Abstract:
Progress in science is driven through the formulation of hypotheses about phenomena of interest and by
collecting evidence for their validity or refuting them. While some hypotheses are amenable to deductive
proofs, other hypotheses can only be accessed in a data-driven manner. For most phenomena, scientists cannot
control all degrees of freedom and hence data is often inherently stochastic. This stochasticity disallows to
test hypotheses with absolute certainty. The field of statistical hypothesis testing formalizes the probabilistic
assessment of hypotheses, enabling researchers to control the error rates, for example, at which they reject a
true hypothesis, while aiming to reject false hypotheses as often as possible.
But how do we come up with promising hypotheses, and how can we test them efficiently? Can we use
machine learning systems to automatically generate promising hypotheses? This thesis studies different
aspects of this question.
A simple rule for statistical hypothesis testing states that one should not peek at the data when formulating
a hypothesis. This is indeed true if done naively, that is, when the hypothesis is then simply tested with
the data as if one had not looked at it yet. However, we show that in principle using the same data for
learning the hypothesis and testing it is feasible if we can correct for the selection of the hypothesis. We treat
this in the case of the two-sample problem. Given two samples, the hypothesis to be tested is whether the
samples originate from the same distribution. We can reformulate this by testing whether the maximum
mean discrepancy over a (unit ball of a) reproducing kernel Hilbert space is zero. We show that we can
learn the kernel function, hence the exact test we use, and perform the test with the same data, while still
correctly controlling the Type-I error rates. Likewise, we demonstrate experimentally that taking all data into
account can lead to more powerful testing procedures than the data splitting approach. However, deriving
the formulae that correct for the selection procedure requires strong assumptions, which are only valid for a
specific, the linear-time, estimate of the maximum mean discrepancy. In more general settings it is difficult, if
not impossible, to adjust for the selection.
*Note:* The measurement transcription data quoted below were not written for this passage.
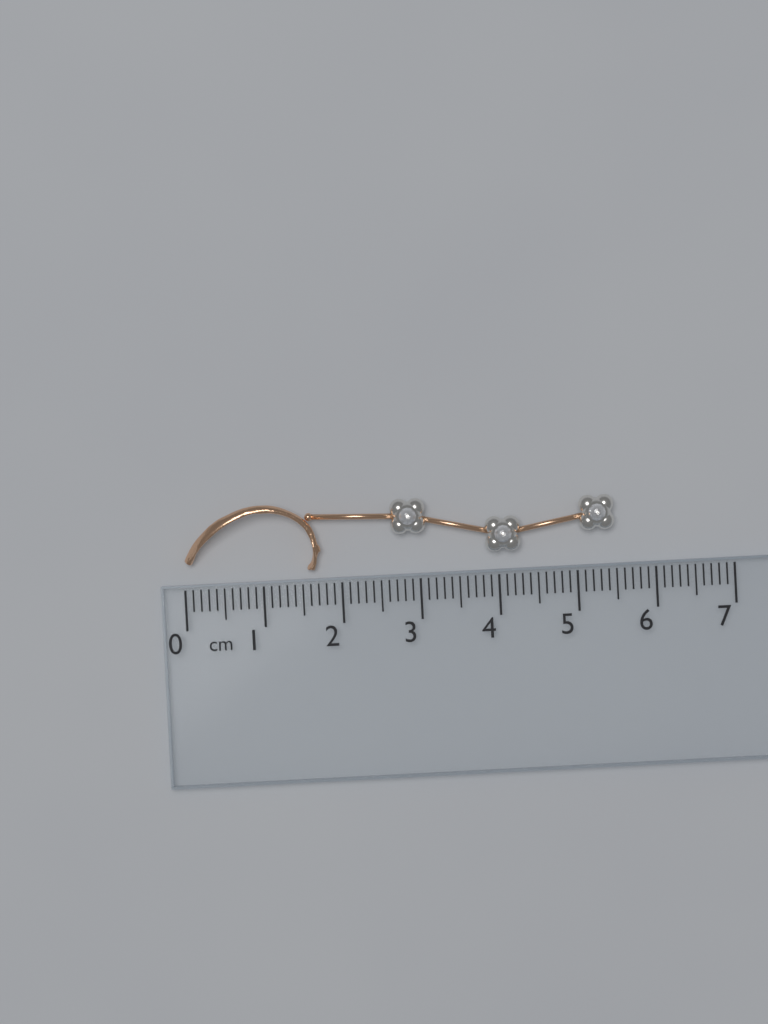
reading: 5.5 cm
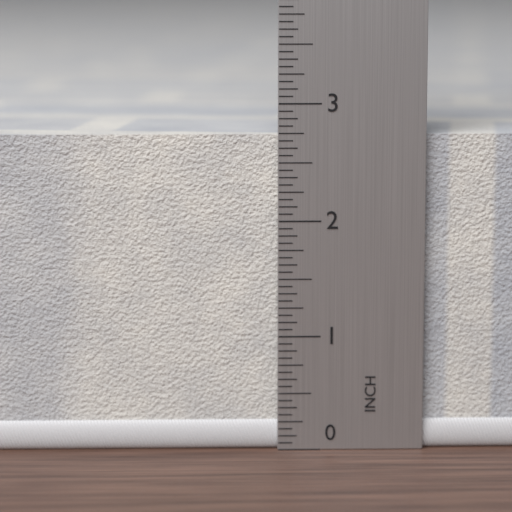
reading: 2.7500 in
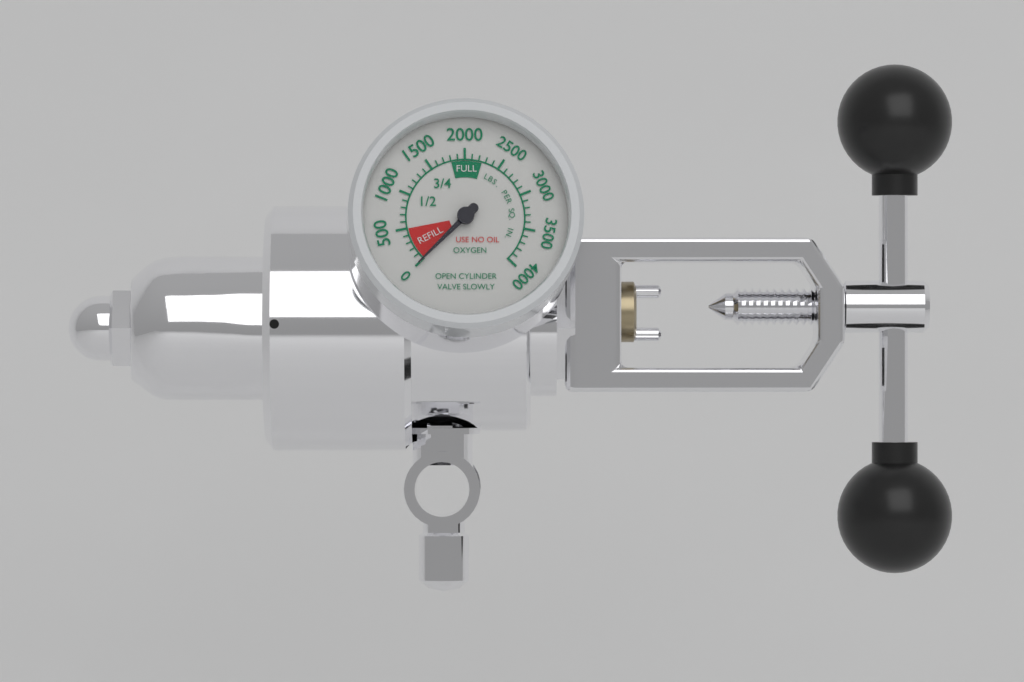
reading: 0 psi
We thus also analyze the case where we split the data and use part of it to learn a test statistic. The maximum
mean discrepancy implicitly optimizes a mean discrepancy over the unit ball of a reproducing kernel Hilbert
space, and often the kernel itself is optimized on held-out data.We instead propose to optimize a witness
function directly on held-out data and use its mean discrepancy as a test statistic. This allows us to directly
maximize the test power, simplifies the theoretical treatment, and makes testing more efficient.We provide
and implement algorithms to learn the test statistics. Furthermore, we show analytically that the optimization
objective to learn powerful tests for the two-sample problem is closely related to the objectives used in
standard supervised learning tasks, namely the least-square loss and cross-entropy loss. This allows us to
indeed use existing machine learning tools when learning powerful hypotheses. Furthermore, since we use
held-out data for learning the test statistic, we can use any kind of model-selection and cross-validation
techniques to maximize the performance. To facilitate this for practitioners, we provide an open-source
Python package ’autotst’ implementing an interface to existing libraries and running the whole testing
pipeline, including the learning of the hypothesis. Our presented methods reach state-of-the-art performance
on two-sample testing tasks. We also show how to trade off the computational resources required for the test
by sacrificing some statistical power, which can be important in practice. Furthermore, our test easily allows
interpreting the results.
Having more computational power potentially allows extracting more information from data and thus obtain
more significant results. Hence, investigating whether quantum computers can help in machine learning tasks
has gained popularity over the past years. We investigate this in light of the two-sample problem. We define
the quantum mean embedding, mapping probability distributions onto quantum states, and analyze when
this mapping is injective. While this is conceptually interesting on its own, we do not find a straight-forward
way of harnessing any speed-up. The main problem here is that there is no known way to efficiently create
the quantum mean embedding. On the contrary, fundamental results in quantum information theory show
that this might generally be hard to do.
For two-sample testing, the usage of reproducing kernel Hilbert spaces has been established for many years
and proven important both theoretically and practically. In this case, we thus focused on practically relevant
aspects to make the tests as powerful and easy to use as possible. For other hypothesis testing tasks, the
usage of advanced machine learning tools still lags far behind. For specification tests based on conditional
moment restrictions, popular in econometrics, we do the first steps by defining a consistent test based on
kernel methods. Our test already has promising performance, but optimizing it, potentially with the other
insights gained in this thesis, is an open task.